Remembrance (The Mediator #7)

Because I’m not a fan of weddings. Or of Kelly.

But if I hadn’t been such a fool and gone, I’d have met Becca there, seen her tiny ghost companion, and maybe been able to prevent what had happened earlier that day.

I was a loser who pretty much deserved all the terrible things that were happening to me. I also needed a drink. But it was my friend CeeCee’s turn to choose the place we were stopping for after-work libations, and cocktails didn’t appear to be on the menu.

“Well, Lance Arthur Walters is one of the richest men in America, and twenty-five years our senior,” CeeCee went on as we slid into seats at a table at the Happy Medium, her aunt’s coffee-slash-holistic-healing shop. “Obviously, it’s a love match.”

“Man, Kelly’s taken gold digging to a whole new level.” I sighed. “She’s basically gone pro.”

“It’s antifeminist to judge another woman for her choices, no matter how crappy they might be. And if you’d bother to read my online alumni newsletters, you’d already know all this.”

“Hey,” I protested. “You’re one of my best friends. You’re supposed to tell me this stuff, not wait for me to read about it in some newsletter.”

“That I write.” CeeCee shook her head, her asymmetrically chopped white bob—CeeCee is an albino—bouncing. “Honestly, Suze, you’re the worst. Do you ever even go online?”

“Of course. To buy things.” I thought wistfully of my boots. “Not always successfully.”

“I meant to connect with people socially.”

“Why should I, when all the people I want to socialize with are right here in town?” Then I remembered my youngest stepbrother, who’d just started his junior year at Harvard. “Oh, except David, of course. But we make it a point to talk on the phone every Sunday.”

“You’re so weird,” CeeCee said. She flipped open her laptop. “But don’t worry. I’m setting up you and Jesse with a nice Web page for when you open your practice. Drs. Hector J. and Susannah S. de Silva, Carmel Pediatrics Center, specializing in your child’s complete health. Licensed to diagnose and treat the physical, emotional, and developmental needs of children. No gold diggers allowed.”

“God, I was kidding about that, okay? I don’t think Kelly literally married for money. Although considering what her stepdaughter told me about her views on engagement rings, one could argue the fact.”

CeeCee ignored me. “What do you think of this?” She spun her laptop around to face me. “I’ve been playing around with your last names as a logo. See how the two S’s curl around the staff like the snakes in the symbol for medicine?
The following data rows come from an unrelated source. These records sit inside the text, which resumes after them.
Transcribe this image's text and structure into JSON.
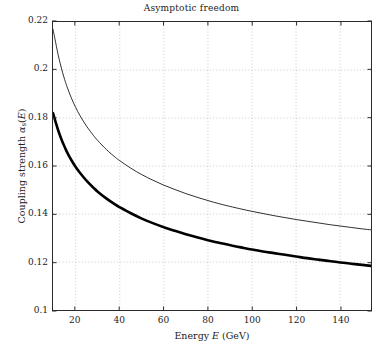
{
  "chart_data": {
    "type": "line",
    "title": "Asymptotic freedom",
    "xlabel": "Energy E (GeV)",
    "ylabel": "Coupling strength αs(E)",
    "xlim": [
      9.7,
      154.0
    ],
    "ylim": [
      0.1,
      0.22
    ],
    "xticks": [
      20,
      40,
      60,
      80,
      100,
      120,
      140
    ],
    "xtick_labels": [
      "20",
      "40",
      "60",
      "80",
      "100",
      "120",
      "140"
    ],
    "yticks": [
      0.1,
      0.12,
      0.14,
      0.16,
      0.18,
      0.2,
      0.22
    ],
    "ytick_labels": [
      "0.1",
      "0.12",
      "0.14",
      "0.16",
      "0.18",
      "0.2",
      "0.22"
    ],
    "grid": true,
    "grid_style": "dotted",
    "grid_color": "#bdbdbd",
    "legend": "none",
    "background": "#ffffff",
    "axis_color": "#2b2b2b",
    "series": [
      {
        "name": "upper-curve",
        "style": "thin",
        "color": "#1a1a1a",
        "linewidth": 0.9,
        "x": [
          9.7,
          11,
          12,
          13,
          14,
          15,
          16,
          18,
          20,
          22,
          25,
          28,
          30,
          34,
          38,
          40,
          45,
          50,
          55,
          60,
          65,
          70,
          75,
          80,
          85,
          91.2,
          95,
          100,
          105,
          110,
          115,
          120,
          125,
          130,
          135,
          140,
          145,
          150,
          154
        ],
        "y": [
          0.217,
          0.211,
          0.2065,
          0.2026,
          0.1991,
          0.196,
          0.1932,
          0.1884,
          0.1844,
          0.1809,
          0.1765,
          0.1728,
          0.1706,
          0.1668,
          0.1636,
          0.1622,
          0.1591,
          0.1564,
          0.1541,
          0.152,
          0.1502,
          0.1485,
          0.147,
          0.1456,
          0.1443,
          0.1429,
          0.1421,
          0.1411,
          0.1402,
          0.1393,
          0.1385,
          0.1377,
          0.137,
          0.1363,
          0.1356,
          0.135,
          0.1344,
          0.1338,
          0.1334
        ]
      },
      {
        "name": "lower-curve",
        "style": "thick",
        "color": "#000000",
        "linewidth": 2.6,
        "x": [
          9.7,
          11,
          12,
          13,
          14,
          15,
          16,
          18,
          20,
          22,
          25,
          28,
          30,
          34,
          38,
          40,
          45,
          50,
          55,
          60,
          65,
          70,
          75,
          80,
          85,
          91.2,
          95,
          100,
          105,
          110,
          115,
          120,
          125,
          130,
          135,
          140,
          145,
          150,
          154
        ],
        "y": [
          0.182,
          0.178,
          0.175,
          0.1724,
          0.17,
          0.1679,
          0.1659,
          0.1625,
          0.1596,
          0.1571,
          0.1538,
          0.151,
          0.1493,
          0.1464,
          0.1439,
          0.1428,
          0.1403,
          0.1381,
          0.1362,
          0.1345,
          0.133,
          0.1316,
          0.1303,
          0.1291,
          0.128,
          0.1268,
          0.1261,
          0.1252,
          0.1244,
          0.1237,
          0.123,
          0.1223,
          0.1216,
          0.121,
          0.1204,
          0.1198,
          0.1193,
          0.1188,
          0.1184
        ]
      }
    ]
  },
  "axis_titles": {
    "x_prefix": "Energy ",
    "x_var": "E",
    "x_suffix": " (GeV)",
    "y_prefix": "Coupling strength ",
    "y_alpha": "α",
    "y_sub": "s",
    "y_open": "(",
    "y_var": "E",
    "y_close": ")"
  }
}
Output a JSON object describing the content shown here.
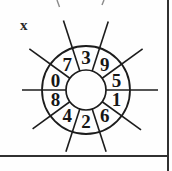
{
  "figure": {
    "label": "x",
    "wheel": {
      "type": "circular-number-dial",
      "sector_count": 10,
      "numbers_clockwise_from_top": [
        "3",
        "9",
        "5",
        "1",
        "6",
        "2",
        "4",
        "8",
        "0",
        "7"
      ],
      "line_color": "#1c1c1c",
      "digit_color": "#161616",
      "background": "#fefefe"
    },
    "frame": {
      "border_color": "#303030"
    }
  }
}
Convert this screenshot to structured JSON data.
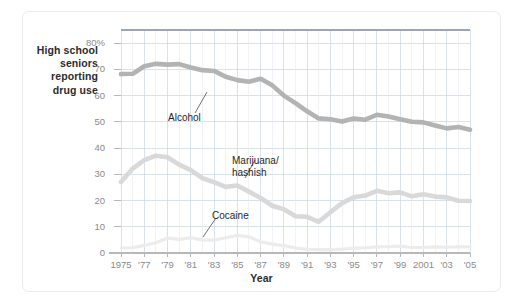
{
  "figure": {
    "background": "#ffffff",
    "frame_color": "#eceaea"
  },
  "axis_titles": {
    "y": "High school\nseniors\nreporting\ndrug use",
    "x": "Year"
  },
  "series_labels": {
    "alcohol": "Alcohol",
    "marijuana": "Marijuana/\nhashish",
    "cocaine": "Cocaine"
  },
  "chart_data": {
    "type": "line",
    "title": "",
    "xlabel": "Year",
    "ylabel": "High school seniors reporting drug use",
    "xlim": [
      1975,
      2005
    ],
    "ylim": [
      0,
      85
    ],
    "yticks": [
      0,
      10,
      20,
      30,
      40,
      50,
      60,
      70,
      80
    ],
    "ytick_labels": [
      "0",
      "10",
      "20",
      "30",
      "40",
      "50",
      "60",
      "70",
      "80%"
    ],
    "xticks": [
      1975,
      1977,
      1979,
      1981,
      1983,
      1985,
      1987,
      1989,
      1991,
      1993,
      1995,
      1997,
      1999,
      2001,
      2003,
      2005
    ],
    "xtick_labels": [
      "1975",
      "'77",
      "'79",
      "'81",
      "'83",
      "'85",
      "'87",
      "'89",
      "'91",
      "'93",
      "'95",
      "'97",
      "'99",
      "2001",
      "'03",
      "'05"
    ],
    "grid": true,
    "grid_color": "#c9d4df",
    "legend": "inline-annotations",
    "x": [
      1975,
      1976,
      1977,
      1978,
      1979,
      1980,
      1981,
      1982,
      1983,
      1984,
      1985,
      1986,
      1987,
      1988,
      1989,
      1990,
      1991,
      1992,
      1993,
      1994,
      1995,
      1996,
      1997,
      1998,
      1999,
      2000,
      2001,
      2002,
      2003,
      2004,
      2005
    ],
    "series": [
      {
        "name": "Alcohol",
        "color": "#b3b3b3",
        "values": [
          68.2,
          68.3,
          71.2,
          72.1,
          71.8,
          72.0,
          70.7,
          69.7,
          69.4,
          67.2,
          65.9,
          65.3,
          66.4,
          63.9,
          60.0,
          57.1,
          54.0,
          51.3,
          51.0,
          50.1,
          51.3,
          50.8,
          52.7,
          52.0,
          51.0,
          50.0,
          49.8,
          48.6,
          47.5,
          48.0,
          47.0
        ]
      },
      {
        "name": "Marijuana/hashish",
        "color": "#d9d9d9",
        "values": [
          27.1,
          32.2,
          35.4,
          37.1,
          36.5,
          33.7,
          31.6,
          28.5,
          27.0,
          25.2,
          25.7,
          23.4,
          21.0,
          18.0,
          16.7,
          14.0,
          13.8,
          11.9,
          15.5,
          19.0,
          21.2,
          21.9,
          23.7,
          22.8,
          23.1,
          21.6,
          22.4,
          21.5,
          21.2,
          19.9,
          19.8
        ]
      },
      {
        "name": "Cocaine",
        "color": "#ececec",
        "values": [
          1.9,
          2.0,
          2.9,
          3.9,
          5.7,
          5.2,
          5.8,
          5.0,
          4.9,
          5.8,
          6.7,
          6.2,
          4.3,
          3.4,
          2.8,
          1.9,
          1.4,
          1.3,
          1.3,
          1.5,
          1.8,
          2.0,
          2.3,
          2.4,
          2.6,
          2.1,
          2.1,
          2.3,
          2.2,
          2.3,
          2.3
        ]
      }
    ]
  },
  "plot_geometry": {
    "left": 121,
    "right": 470,
    "top": 30,
    "bottom": 253
  }
}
Well, technically the caduceus is the symbol for commerce, but enough people have misused it over the years that I figured no one realizes it anymore. And of course, even if you don’t end up taking Jesse’s name when you two tie the knot, we don’t have to change it. The two S’s still work. Dr. Susannah Simon, or Dr. Susannah de Silva, either is—”

I thought it best to cut her off. The topic of Jesse and me marrying was becoming painful. Nothing ruins a wedding faster than the groom going on a murderous demonic rampage and killing the bride, then her family. Boy, did I need a cocktail.

“So what else has Kelly been up to since graduation?” I asked, trying to sound casual. “I see Debbie with Brad once in a while at family functions, and we talk, and sometimes she mentions Kelly, but I seem to have missed the fact that she’s a stepmom.”

CeeCee glanced worriedly around the nearly empty coffee shop. “Shhh. Not so loud. Kelly’s more the yacht club type, but you never know. She might pop in here once in a while.”

I smiled. Once called the Coffee Clutch, the shop had been our hangout all through high school, until a well-known corporate coffee chain had attempted to purchase it from the previous owners.

This did not sit well with the Carmel-by-the-Sea town council, which had managed successfully to ban all chain restaurants, big-box stores, and even traffic lights and parking meters since the town was incorporated in 1916. The goal was to maintain Carmel’s position as Travel + Leisure magazine’s Most Romantic City in America (it was currently number three in the world, after Paris and Venice), and keep it looking like the same charming beach village (atop a cliff overlooking a white sandy beach) it had been for a century.

The council—with the help of people like CeeCee’s aunt, who’d stepped in and bought the Clutch herself, in order to prevent it from going corporate—had resolutely met that goal year after year, to the point of not allowing homeowners even to chop down trees.